What it cannot: Whether this is appropriate for you personally, or that it treats, prevents, or cures any condition. Informational only — discuss with a clinician or pharmacist.
🕒 Timing
When: Evening, Anytime
Food: With or without food
Flexible; commonly taken in the evening in relaxation-oriented routines, or around training in fitness contexts.
💊 Common use range
500–2,000 mg
Commonly discussed as well tolerated at typical doses; follow product guidance.
Ranges are informational, not a recommended dose. Talk to a professional about what is right for you.
⚠️ Commonly noted interactions (supplements)
None listed.
Often about absorption or timing rather than danger — separating doses is common. This list is not exhaustive.
🧭 Caution level
- Commonly discussed as relaxing/sedating
- Evidence not fully source-reviewed yet
Caution level is an informational summary of commonly discussed caution categories and doses — not a safety rating, approval, or medical advice. Low caution does not mean safe for you.
🩺 Medication caution categories
None flagged here, but always review your full routine with a professional.
🏥 Surgery & procedure caution
Not a well-established surgical concern; share your full supplement list with your care team.
If you have a procedure scheduled, bring your full supplement list to your surgical and anesthesia team. Do not stop prescribed medication unless your clinician tells you to. Do not start or stop supplements based only on this app.
✅ Quality checklist
- Prefer products with third-party testing or a certificate of analysis (COA).
- Check the label for the exact form and the elemental or active amount per serving.
🧩 Commonly paired with
🔁 Alternatives
🗣️ Questions for a professional
- Is taurine appropriate alongside my heart-related medications or conditions?
🔬 Evidence snapshot
Overall evidence level here is listed as "Mixed evidence". A detailed, source-reviewed evidence summary has not been completed yet.
🧪 Forms & quality
Needs evidence review — no source-reviewed information yet. We only show dose and monitoring details after they have been checked against reputable sources.

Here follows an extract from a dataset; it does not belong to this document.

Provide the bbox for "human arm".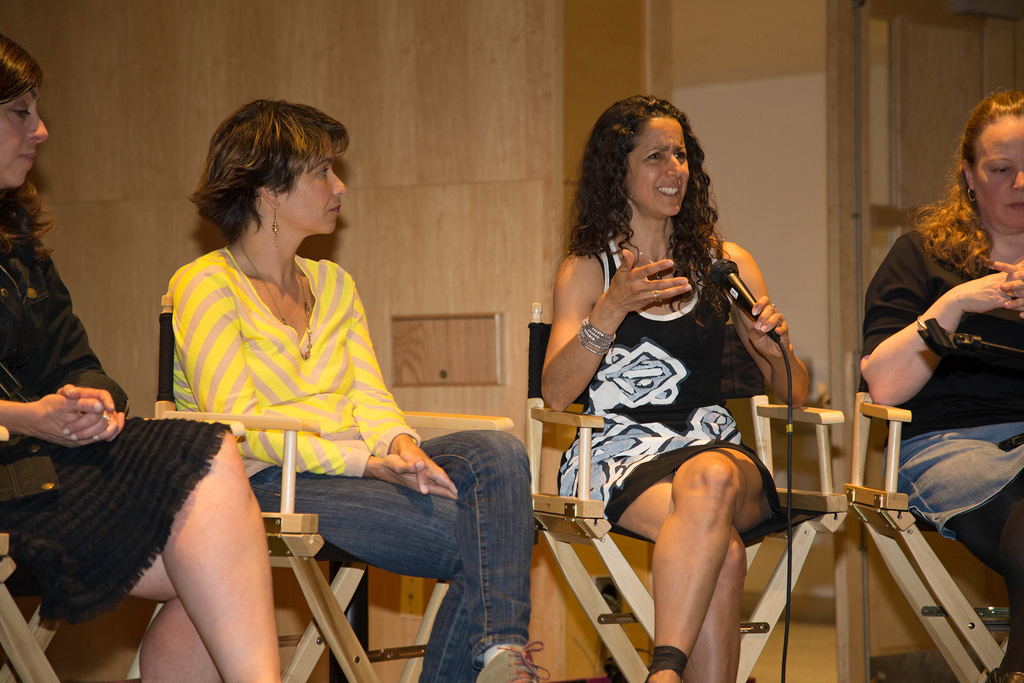
<box>991,257,1023,320</box>.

See the supplement glossary for what form names like "L-", chelated, or standardized extract mean.
📏 Dose & monitoring
Needs evidence review — no source-reviewed information yet. We only show dose and monitoring details after they have been checked against reputable sources.
Evidence vs. burden: Not yet reviewed
😐 Commonly reported side effects
- Uncommon at typical doses; mild digestive upset in some people
Non-exhaustive and individual.
🔄 Cycling & breaks
Not typically cycled.
📅 Daily use notes
Its reputation from energy drinks comes from the caffeine in those drinks, not the taurine; on its own it is often discussed as calming.
📋 Source review status
Needs evidence review
Placeholder — verify with MedlinePlus and recent taurine reviews before publishing.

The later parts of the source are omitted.